Politics and worries about oil supplies may have caused gasoline prices to go up at the pump earlier this year, but one big investment bank quietly helped their rapid drop in recent weeks, according to some economists, traders and analysts.I'll bet some Democrats might wish they asked Hank Paulson a few more questions at his confirmation hearings.
Goldman Sachs, which runs the largest commodity index, the G.S.C.I., said in early August that it was reducing the index’s weighting in gasoline futures significantly. The announcement did not make big headlines, but it has reverberated through the markets in the weeks since and some other investors who had been betting that gasoline would rise followed suit on their weightings.
“They started unwinding their positions, and those other longs also rushed to the door at the same time,” said Lawrence J. Goldstein, president of the Petroleum Industry Research Foundation.
The August announcement by Goldman Sachs caught some traders by surprise.The firm said in early June that it planned to roll its positions in the harbor contract into another futures contract, the reformulated gasoline blendstock, which is replacing the harbor contract at the end of the year because of changes to laws about gasoline additives.
Later in June, Goldman said it had rolled a third of its gasoline holdings into the reformulated contracts but would make further announcements as to whether the remainder would be rolled over. Then in August, the bank said it would not roll over any more positions into gasoline and would redistribute the weighting into other petroleum products.
Goldman Sachs declined to comment. Some traders speculated that Goldman might have been concerned about the liquidity of the reformulated contract and whether other traders would embrace it because there were so few contracts outstanding. The open interest, or number of futures contracts taken out, has increased ninefold in the reformulated contract since then. Unleaded gasoline made up 8.72 percent of Goldman’s commodity index as of June 30, but it is just 2.3 percent now, representing a sell-off of more than $6 billion in futures contract weighting.
Tuesday, October 03, 2006
Did Goldman Sachs Manipulate Its' Commodity Index to Drive Gas Prices Down and Help the Republicans?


**How to complete this task**
Transcribe the data underneath exactly, keeping every word in place.

Data records: Begin

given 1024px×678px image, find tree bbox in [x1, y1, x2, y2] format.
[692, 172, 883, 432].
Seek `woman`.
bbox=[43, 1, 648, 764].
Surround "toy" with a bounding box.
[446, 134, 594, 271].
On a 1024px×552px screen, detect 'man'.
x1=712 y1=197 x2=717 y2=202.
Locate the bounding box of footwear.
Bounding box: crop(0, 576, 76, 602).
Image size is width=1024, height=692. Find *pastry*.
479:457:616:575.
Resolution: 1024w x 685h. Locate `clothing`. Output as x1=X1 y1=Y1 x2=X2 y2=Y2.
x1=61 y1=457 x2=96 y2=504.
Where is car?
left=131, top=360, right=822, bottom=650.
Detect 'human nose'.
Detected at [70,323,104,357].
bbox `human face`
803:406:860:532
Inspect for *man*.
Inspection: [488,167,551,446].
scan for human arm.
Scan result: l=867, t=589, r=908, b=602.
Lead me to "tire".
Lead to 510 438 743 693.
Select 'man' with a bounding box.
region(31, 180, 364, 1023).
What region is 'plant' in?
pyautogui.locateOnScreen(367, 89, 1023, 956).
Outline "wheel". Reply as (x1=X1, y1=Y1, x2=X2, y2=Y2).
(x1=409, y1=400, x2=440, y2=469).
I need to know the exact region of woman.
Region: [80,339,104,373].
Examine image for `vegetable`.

Data records: End

**Reply**
given 1024px×678px image, find tree bbox in [x1, y1, x2, y2] format.
[692, 172, 883, 432].
Seek `woman`.
bbox=[43, 1, 648, 764].
Surround "toy" with a bounding box.
[446, 134, 594, 271].
On a 1024px×552px screen, detect 'man'.
x1=712 y1=197 x2=717 y2=202.
Locate the bounding box of footwear.
Bounding box: crop(0, 576, 76, 602).
Image size is width=1024, height=692. Find *pastry*.
479:457:616:575.
Resolution: 1024w x 685h. Locate `clothing`. Output as x1=X1 y1=Y1 x2=X2 y2=Y2.
x1=61 y1=457 x2=96 y2=504.
Where is car?
left=131, top=360, right=822, bottom=650.
Detect 'human nose'.
Detected at [70,323,104,357].
bbox `human face`
803:406:860:532
Inspect for *man*.
Inspection: [488,167,551,446].
scan for human arm.
Scan result: l=867, t=589, r=908, b=602.
Lead me to "tire".
Lead to 510 438 743 693.
Select 'man' with a bounding box.
region(31, 180, 364, 1023).
What region is 'plant' in?
pyautogui.locateOnScreen(367, 89, 1023, 956).
Outline "wheel". Reply as (x1=X1, y1=Y1, x2=X2, y2=Y2).
(x1=409, y1=400, x2=440, y2=469).
I need to know the exact region of woman.
Region: [80,339,104,373].
Examine image for `vegetable`.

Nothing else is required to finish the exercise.